I think of my dad writing sermons on a legal pad in the car as he waited for my piano lesson to end. I think of him in the stands at my swim meets, wearing more White Hills High School logos on his person than the actual mascot.
Never looking annoyed when I showed up in his office at church, wanting him to check my English homework.
Apologizing so earnestly when church member emergencies got in the way of something we’d planned.
I throw my arms around him, nearly knocking him back with unexpected enthusiasm. “Love you, Dad.”
Unstartled by my dramatics, he hugs me right back. “Love you too, Luce.”
On the walk back around the lake, I try to recount the smallest details of life with my parents. The Easter egg hunts in patent Mary Janes, the Christmas mornings with shiny wrapping paper, the birthdays with striped pink candles. But it’s not the holidays that matter most, I think. It’s the nights my mom stayed up listening to how Carly Battista hurt my feelings in sixth grade. It’s my dad stopping by Dairy Queen after I flubbed the hardest part of my eighth-grade recital piece.
I try to stuff these details into the pockets of my memory.
I try to keep my eyes dry and on the road ahead.
CHAPTER TWENTY-SIX
The next week, Thuy—bug-eyed in borrowed goggles—swims with her head below the surface of the water.

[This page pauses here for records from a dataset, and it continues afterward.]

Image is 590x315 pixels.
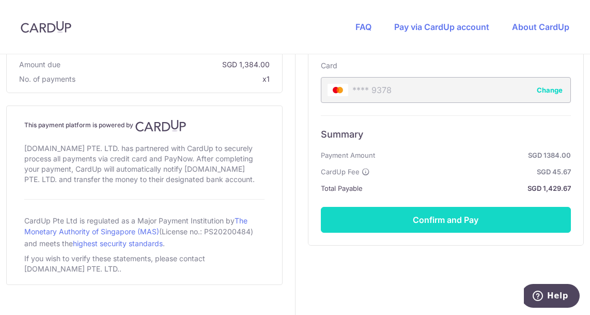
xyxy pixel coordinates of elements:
[24,216,247,235] a: The Monetary Authority of Singapore (MAS)
[321,149,375,161] span: Payment Amount
[321,60,337,71] label: Card
[24,119,264,132] h4: This payment platform is powered by
[24,251,264,276] div: If you wish to verify these statements, please contact [DOMAIN_NAME] PTE. LTD..
[367,182,571,194] strong: SGD 1,429.67
[355,22,371,32] a: FAQ
[537,85,562,95] button: Change
[394,22,489,32] a: Pay via CardUp account
[374,165,571,178] strong: SGD 45.67
[24,141,264,186] div: [DOMAIN_NAME] PTE. LTD. has partnered with CardUp to securely process all payments via credit car...
[135,119,186,132] img: CardUp
[379,149,571,161] strong: SGD 1384.00
[19,59,60,70] span: Amount due
[321,182,363,194] span: Total Payable
[19,74,75,84] span: No. of payments
[21,21,71,33] img: CardUp
[321,128,571,140] h6: Summary
[65,59,270,70] span: SGD 1,384.00
[262,74,270,83] span: x1
[24,212,264,251] div: CardUp Pte Ltd is regulated as a Major Payment Institution by (License no.: PS20200484) and meets...
[524,284,579,309] iframe: Opens a widget where you can find more information
[321,165,359,178] span: CardUp Fee
[73,239,163,247] a: highest security standards
[321,207,571,232] button: Confirm and Pay
[512,22,569,32] a: About CardUp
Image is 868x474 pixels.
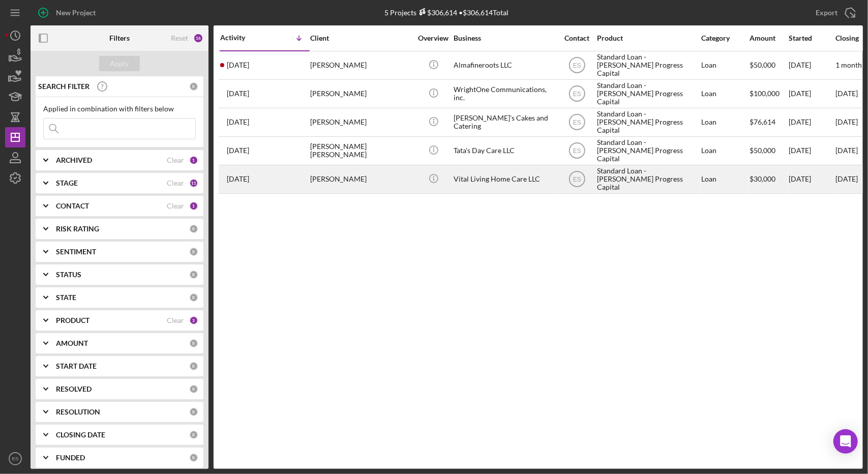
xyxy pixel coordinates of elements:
text: ES [12,456,19,462]
div: [PERSON_NAME] [310,166,412,193]
div: Tata's Day Care LLC [454,137,555,164]
div: Clear [167,202,184,210]
div: [PERSON_NAME] [310,52,412,79]
div: Applied in combination with filters below [43,105,196,113]
div: Apply [111,56,129,71]
div: New Project [56,2,96,23]
div: Business [454,34,555,42]
b: SEARCH FILTER [38,83,90,90]
div: $306,614 [417,8,458,17]
div: [PERSON_NAME] [PERSON_NAME] [310,137,412,164]
div: 16 [193,33,203,43]
span: $76,614 [750,118,776,126]
span: $100,000 [750,89,779,98]
div: 5 Projects • $306,614 Total [385,8,509,17]
div: Clear [167,316,184,325]
text: ES [573,147,581,155]
div: Clear [167,156,184,164]
div: Loan [702,166,749,193]
time: 2025-09-18 12:30 [227,118,249,126]
div: [DATE] [789,52,835,79]
div: 3 [189,316,199,325]
div: 0 [189,453,199,463]
div: 0 [189,247,199,256]
time: [DATE] [836,174,858,183]
div: [PERSON_NAME] [310,109,412,136]
div: [PERSON_NAME]'s Cakes and Catering [454,109,555,136]
b: Filters [109,34,130,42]
b: RESOLUTION [56,408,100,416]
b: SENTIMENT [56,248,96,256]
text: ES [573,176,581,183]
div: [DATE] [789,137,835,164]
span: $50,000 [750,146,776,155]
div: Loan [702,52,749,79]
b: AMOUNT [56,340,88,347]
div: Category [702,34,749,42]
div: 0 [189,339,199,348]
b: STATUS [56,271,81,279]
time: 2025-09-22 15:58 [227,90,249,98]
time: [DATE] [836,89,858,98]
div: WrightOne Communications, inc. [454,80,555,108]
time: 2025-09-25 22:15 [227,61,249,69]
div: Standard Loan - [PERSON_NAME] Progress Capital [597,166,699,193]
div: [DATE] [789,166,835,193]
div: 0 [189,82,199,91]
div: Export [816,2,838,23]
div: Overview [414,34,452,42]
b: CONTACT [56,202,89,210]
text: ES [573,119,581,126]
div: Vital Living Home Care LLC [454,166,555,193]
time: [DATE] [836,146,858,155]
div: 0 [189,407,199,417]
div: Loan [702,80,749,108]
div: Almafineroots LLC [454,52,555,79]
div: Standard Loan - [PERSON_NAME] Progress Capital [597,137,699,164]
time: 1 month [836,61,862,69]
span: $50,000 [750,61,776,69]
div: Loan [702,109,749,136]
div: Standard Loan - [PERSON_NAME] Progress Capital [597,52,699,79]
button: ES [5,449,26,469]
button: Export [806,2,863,23]
div: 1 [189,202,199,211]
b: STATE [56,294,76,302]
div: Started [789,34,835,42]
div: Activity [220,33,265,42]
button: New Project [30,2,106,23]
div: Reset [171,34,188,42]
div: Standard Loan - [PERSON_NAME] Progress Capital [597,80,699,108]
span: $30,000 [750,174,776,183]
div: [PERSON_NAME] [310,80,412,108]
div: Client [310,34,412,42]
div: Open Intercom Messenger [834,429,858,454]
div: 1 [189,156,199,165]
div: 0 [189,385,199,394]
div: Amount [750,34,788,42]
div: 0 [189,293,199,302]
b: ARCHIVED [56,156,92,164]
b: RISK RATING [56,225,99,233]
b: FUNDED [56,454,85,462]
div: Product [597,34,699,42]
div: Loan [702,137,749,164]
div: [DATE] [789,80,835,108]
b: RESOLVED [56,385,92,393]
div: 0 [189,431,199,440]
b: PRODUCT [56,316,90,325]
button: Apply [99,56,140,71]
b: START DATE [56,362,97,371]
b: STAGE [56,179,78,187]
b: CLOSING DATE [56,431,105,439]
time: 2025-09-03 14:44 [227,146,249,155]
time: [DATE] [836,118,858,126]
div: 11 [189,178,199,188]
div: 0 [189,362,199,371]
div: 0 [189,224,199,234]
text: ES [573,90,581,98]
time: 2025-08-26 15:06 [227,175,249,183]
div: Clear [167,179,184,187]
div: Standard Loan - [PERSON_NAME] Progress Capital [597,109,699,136]
div: Contact [558,34,596,42]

I burst into tears and make it weird.
“I’m so proud of you,” I blubber. “Oh my gosh. Thuy. You did it.”
She’s pleased, if a little taken aback by my display. “It’s okay, Hansson.”

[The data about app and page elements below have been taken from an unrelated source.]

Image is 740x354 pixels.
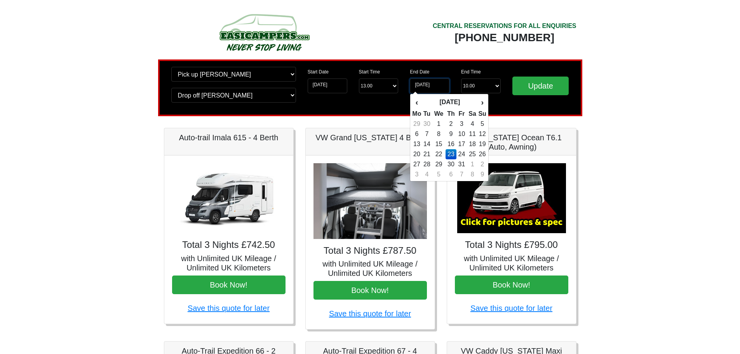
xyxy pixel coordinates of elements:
[445,139,457,149] td: 16
[432,119,445,129] td: 1
[478,149,486,159] td: 26
[456,109,467,119] th: Fr
[467,139,478,149] td: 18
[359,68,380,75] label: Start Time
[445,159,457,169] td: 30
[467,119,478,129] td: 4
[512,76,569,95] input: Update
[461,68,481,75] label: End Time
[421,139,432,149] td: 14
[412,109,421,119] th: Mo
[412,139,421,149] td: 13
[421,119,432,129] td: 30
[467,149,478,159] td: 25
[432,169,445,179] td: 5
[421,129,432,139] td: 7
[410,68,429,75] label: End Date
[410,78,449,93] input: Return Date
[188,304,269,312] a: Save this quote for later
[412,96,421,109] th: ‹
[412,129,421,139] td: 6
[467,169,478,179] td: 8
[432,159,445,169] td: 29
[445,149,457,159] td: 23
[478,129,486,139] td: 12
[313,163,427,239] img: VW Grand California 4 Berth
[445,129,457,139] td: 9
[412,169,421,179] td: 3
[456,159,467,169] td: 31
[456,139,467,149] td: 17
[172,254,285,272] h5: with Unlimited UK Mileage / Unlimited UK Kilometers
[432,129,445,139] td: 8
[432,139,445,149] td: 15
[172,133,285,142] h5: Auto-trail Imala 615 - 4 Berth
[478,159,486,169] td: 2
[456,149,467,159] td: 24
[421,109,432,119] th: Tu
[455,239,568,250] h4: Total 3 Nights £795.00
[313,245,427,256] h4: Total 3 Nights £787.50
[174,163,283,233] img: Auto-trail Imala 615 - 4 Berth
[455,133,568,151] h5: VW [US_STATE] Ocean T6.1 (Auto, Awning)
[421,159,432,169] td: 28
[445,169,457,179] td: 6
[467,109,478,119] th: Sa
[432,109,445,119] th: We
[172,239,285,250] h4: Total 3 Nights £742.50
[478,139,486,149] td: 19
[467,159,478,169] td: 1
[456,119,467,129] td: 3
[478,119,486,129] td: 5
[313,281,427,299] button: Book Now!
[412,159,421,169] td: 27
[467,129,478,139] td: 11
[421,169,432,179] td: 4
[456,129,467,139] td: 10
[478,96,486,109] th: ›
[412,149,421,159] td: 20
[172,275,285,294] button: Book Now!
[412,119,421,129] td: 29
[455,275,568,294] button: Book Now!
[457,163,566,233] img: VW California Ocean T6.1 (Auto, Awning)
[470,304,552,312] a: Save this quote for later
[308,68,329,75] label: Start Date
[445,109,457,119] th: Th
[478,109,486,119] th: Su
[421,96,478,109] th: [DATE]
[308,78,347,93] input: Start Date
[445,119,457,129] td: 2
[455,254,568,272] h5: with Unlimited UK Mileage / Unlimited UK Kilometers
[313,259,427,278] h5: with Unlimited UK Mileage / Unlimited UK Kilometers
[190,11,338,54] img: campers-checkout-logo.png
[478,169,486,179] td: 9
[456,169,467,179] td: 7
[421,149,432,159] td: 21
[432,149,445,159] td: 22
[433,21,576,31] div: CENTRAL RESERVATIONS FOR ALL ENQUIRIES
[329,309,411,318] a: Save this quote for later
[433,31,576,45] div: [PHONE_NUMBER]
[313,133,427,142] h5: VW Grand [US_STATE] 4 Berth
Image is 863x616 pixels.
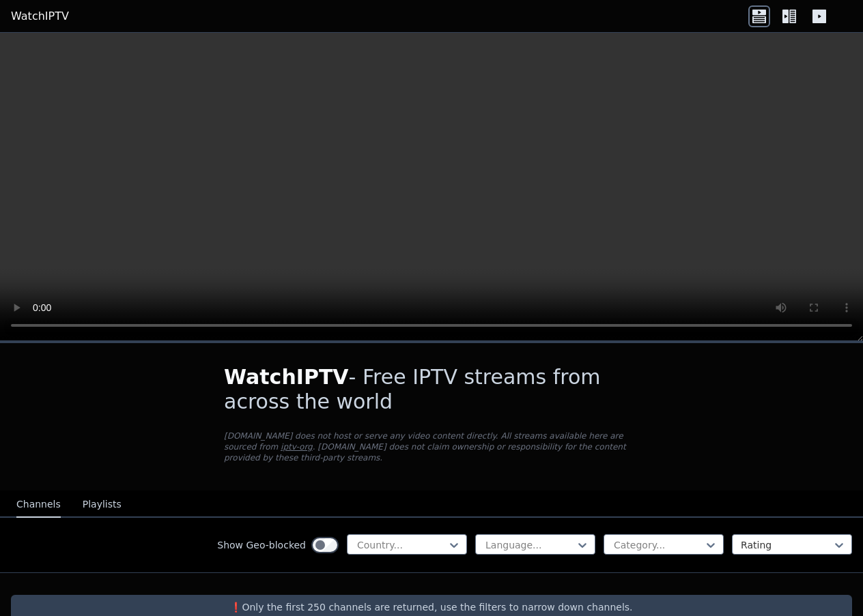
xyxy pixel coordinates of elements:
a: iptv-org [281,442,313,452]
h1: - Free IPTV streams from across the world [224,365,639,414]
p: [DOMAIN_NAME] does not host or serve any video content directly. All streams available here are s... [224,431,639,463]
button: Channels [16,492,60,518]
span: WatchIPTV [224,365,349,389]
p: ❗️Only the first 250 channels are returned, use the filters to narrow down channels. [16,600,847,614]
a: WatchIPTV [11,9,69,25]
button: Playlists [82,492,122,518]
label: Show Geo-blocked [217,539,306,552]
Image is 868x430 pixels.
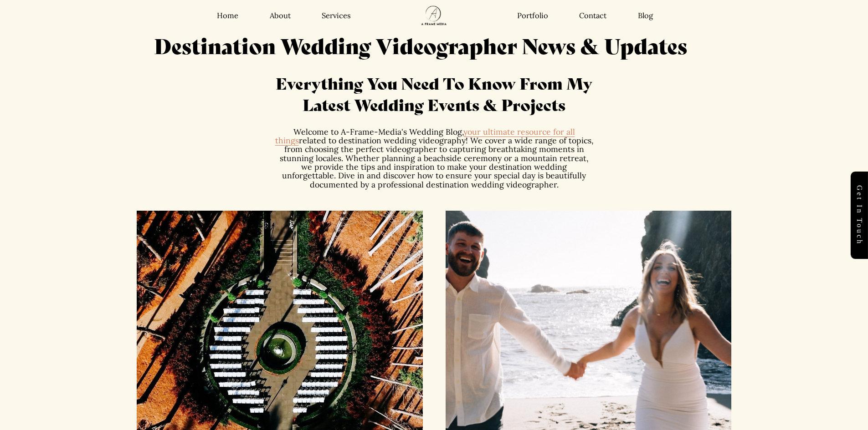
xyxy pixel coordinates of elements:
[517,11,548,20] a: Portfolio
[274,128,594,190] p: Welcome to A-Frame-Media's Wedding Blog, related to destination wedding videography! We cover a w...
[269,11,290,20] a: About
[579,11,607,20] a: Contact
[638,11,653,20] a: Blog
[217,11,238,20] a: Home
[274,72,594,115] h2: Everything You Need To Know From My Latest Wedding Events & Projects
[322,11,351,20] a: Services
[275,126,575,145] a: your ultimate resource for all things
[850,172,868,259] a: Get in touch
[115,31,726,59] h1: Destination Wedding Videographer News & Updates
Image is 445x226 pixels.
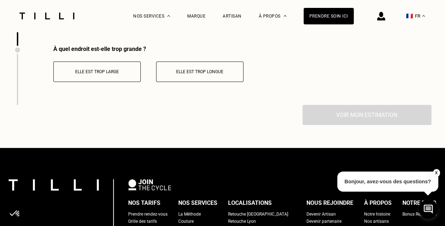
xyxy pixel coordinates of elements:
[53,46,244,52] div: À quel endroit est-elle trop grande ?
[187,14,206,19] a: Marque
[53,61,141,82] button: Elle est trop large
[364,217,389,224] a: Nos artisans
[128,179,171,190] img: logo Join The Cycle
[228,217,256,224] a: Retouche Lyon
[284,15,287,17] img: Menu déroulant à propos
[223,14,242,19] a: Artisan
[160,69,240,74] p: Elle est trop longue
[307,217,342,224] a: Devenir partenaire
[228,210,288,217] a: Retouche [GEOGRAPHIC_DATA]
[406,13,414,19] span: 🇫🇷
[57,69,137,74] p: Elle est trop large
[338,171,439,191] p: Bonjour, avez-vous des questions?
[128,197,161,208] div: Nos tarifs
[403,210,437,217] a: Bonus Réparation
[433,169,440,177] button: X
[423,15,425,17] img: menu déroulant
[178,217,194,224] a: Couture
[128,210,168,217] a: Prendre rendez-vous
[156,61,244,82] button: Elle est trop longue
[228,197,272,208] div: Localisations
[17,13,77,19] img: Logo du service de couturière Tilli
[377,12,386,20] img: icône connexion
[128,217,157,224] a: Grille des tarifs
[178,197,218,208] div: Nos services
[307,210,336,217] a: Devenir Artisan
[178,210,201,217] a: La Méthode
[167,15,170,17] img: Menu déroulant
[9,179,99,190] img: logo Tilli
[307,197,354,208] div: Nous rejoindre
[403,197,437,208] div: Notre blog
[304,8,354,24] a: Prendre soin ici
[364,197,392,208] div: À propos
[364,210,391,217] a: Notre histoire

But my floodgates are open now. I’m helpless as I remember swim lessons with my mom. My first real dive, arms straight in front of me. How proud I was, how she leapt up from the lounger by the pool, cheering. I acted embarrassed in front of the other kids. I was thrilled.
“Sorry!” I wipe my eyes, trying to laugh at myself. This is why Simmons warned me not to cry: freaking out these poor, innocent children. “I’m totally fine! I just cry when I’m happy sometimes.”

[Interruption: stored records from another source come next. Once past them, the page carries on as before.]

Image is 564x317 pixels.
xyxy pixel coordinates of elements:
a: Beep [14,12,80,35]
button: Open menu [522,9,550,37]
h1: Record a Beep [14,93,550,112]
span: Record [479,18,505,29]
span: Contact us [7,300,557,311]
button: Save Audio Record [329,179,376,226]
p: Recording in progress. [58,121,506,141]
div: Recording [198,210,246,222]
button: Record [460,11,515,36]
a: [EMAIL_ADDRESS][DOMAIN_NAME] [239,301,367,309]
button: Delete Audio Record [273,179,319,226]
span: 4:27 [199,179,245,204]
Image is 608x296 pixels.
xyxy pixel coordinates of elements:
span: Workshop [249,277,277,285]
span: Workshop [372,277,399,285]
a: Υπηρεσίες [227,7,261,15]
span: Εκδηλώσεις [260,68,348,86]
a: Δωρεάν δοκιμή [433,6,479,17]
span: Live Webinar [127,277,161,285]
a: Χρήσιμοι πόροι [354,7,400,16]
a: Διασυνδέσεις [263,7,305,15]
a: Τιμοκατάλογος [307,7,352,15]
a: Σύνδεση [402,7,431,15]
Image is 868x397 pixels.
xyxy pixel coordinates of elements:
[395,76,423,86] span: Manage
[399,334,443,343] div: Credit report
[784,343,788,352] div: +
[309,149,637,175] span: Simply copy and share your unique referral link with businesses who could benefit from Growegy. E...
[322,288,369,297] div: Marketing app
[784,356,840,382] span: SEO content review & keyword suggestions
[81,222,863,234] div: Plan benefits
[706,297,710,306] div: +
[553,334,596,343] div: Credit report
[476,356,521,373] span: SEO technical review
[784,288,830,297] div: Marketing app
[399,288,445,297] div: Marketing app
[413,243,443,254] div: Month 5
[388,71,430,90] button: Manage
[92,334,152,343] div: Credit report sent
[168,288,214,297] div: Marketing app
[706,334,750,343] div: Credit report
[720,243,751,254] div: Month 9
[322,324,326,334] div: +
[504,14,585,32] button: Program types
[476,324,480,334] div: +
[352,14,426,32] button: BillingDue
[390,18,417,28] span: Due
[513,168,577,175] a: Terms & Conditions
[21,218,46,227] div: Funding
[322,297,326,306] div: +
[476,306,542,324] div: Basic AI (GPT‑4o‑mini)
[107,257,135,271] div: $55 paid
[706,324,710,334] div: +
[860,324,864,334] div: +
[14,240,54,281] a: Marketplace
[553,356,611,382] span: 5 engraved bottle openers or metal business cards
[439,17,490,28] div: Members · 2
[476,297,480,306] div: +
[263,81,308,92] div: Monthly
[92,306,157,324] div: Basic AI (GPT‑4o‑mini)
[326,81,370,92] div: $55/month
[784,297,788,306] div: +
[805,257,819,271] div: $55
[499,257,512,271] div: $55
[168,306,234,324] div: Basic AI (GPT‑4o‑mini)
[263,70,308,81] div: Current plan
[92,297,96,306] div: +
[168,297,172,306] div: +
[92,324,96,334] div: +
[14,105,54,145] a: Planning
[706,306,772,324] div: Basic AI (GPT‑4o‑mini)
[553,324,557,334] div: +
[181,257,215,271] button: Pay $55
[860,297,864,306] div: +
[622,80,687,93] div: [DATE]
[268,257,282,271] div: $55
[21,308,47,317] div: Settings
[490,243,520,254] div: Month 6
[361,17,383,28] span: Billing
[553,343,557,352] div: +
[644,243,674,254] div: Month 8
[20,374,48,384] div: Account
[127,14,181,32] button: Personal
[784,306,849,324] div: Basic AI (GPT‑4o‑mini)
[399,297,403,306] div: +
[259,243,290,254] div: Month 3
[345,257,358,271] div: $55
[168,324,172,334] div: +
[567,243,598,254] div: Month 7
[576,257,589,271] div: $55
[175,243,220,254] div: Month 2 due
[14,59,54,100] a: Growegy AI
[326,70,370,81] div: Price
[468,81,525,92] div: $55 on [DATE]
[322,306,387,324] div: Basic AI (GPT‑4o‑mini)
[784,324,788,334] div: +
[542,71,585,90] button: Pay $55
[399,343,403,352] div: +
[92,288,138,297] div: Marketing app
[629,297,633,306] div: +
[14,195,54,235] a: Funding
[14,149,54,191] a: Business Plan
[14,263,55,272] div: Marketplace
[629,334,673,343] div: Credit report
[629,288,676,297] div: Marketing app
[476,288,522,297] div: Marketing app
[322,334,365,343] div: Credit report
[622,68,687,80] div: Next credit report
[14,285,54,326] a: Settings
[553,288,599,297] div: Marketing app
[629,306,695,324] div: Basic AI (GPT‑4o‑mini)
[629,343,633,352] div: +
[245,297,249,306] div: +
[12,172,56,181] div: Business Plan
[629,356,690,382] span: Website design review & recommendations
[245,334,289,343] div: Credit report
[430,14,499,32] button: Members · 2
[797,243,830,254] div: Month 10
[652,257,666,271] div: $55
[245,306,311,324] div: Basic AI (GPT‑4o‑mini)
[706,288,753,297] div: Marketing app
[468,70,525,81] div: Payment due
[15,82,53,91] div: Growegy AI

“It’s okay to be sad,” Thuy says. She’s so earnest, with those blue plastic lenses stretched over her eyes. “Mommy Sheila tells me that all the time.”
“Yes. It is okay,” I agree. “It’s okay to be sad.”
On Friday, a bonfire is out of the question. I don’t even want to be outside in this heat. We wind up making a too-long, sticky-hot walk to town, where Tom’s has ice-cold soda and air-conditioning.
“Oh my God,” Anna says, somewhere near the gazebo. “It’s too hot to live.”
Keely wipes at her brow. “This is truly disgusting.”
“Detour?” Mohan asks, jabbing his thumb toward the nearby playground. “Swings to cool off your face, Keels?”
“The sign says it closes at dark,” I say, squinting to make out the white letters.
“Aw.” Mohan gives me his most patronizing smile. “You’re so cute.”
He shimmies up the nearest ladder, whooshing down the slide by the time Anna gets to the swings. I sit beside her, wondering when the last time I did this was. Years, I think. I kick my legs out experimentally and that giddy, little kid feeling comes right back.
“Want a push?” Henry asks, fingertips on my back.
“Yes, please.”
He’s gentle at first, with Keely beside us pushing Anna. Mohan races back, fitting his slim hips on top of the swing for babies.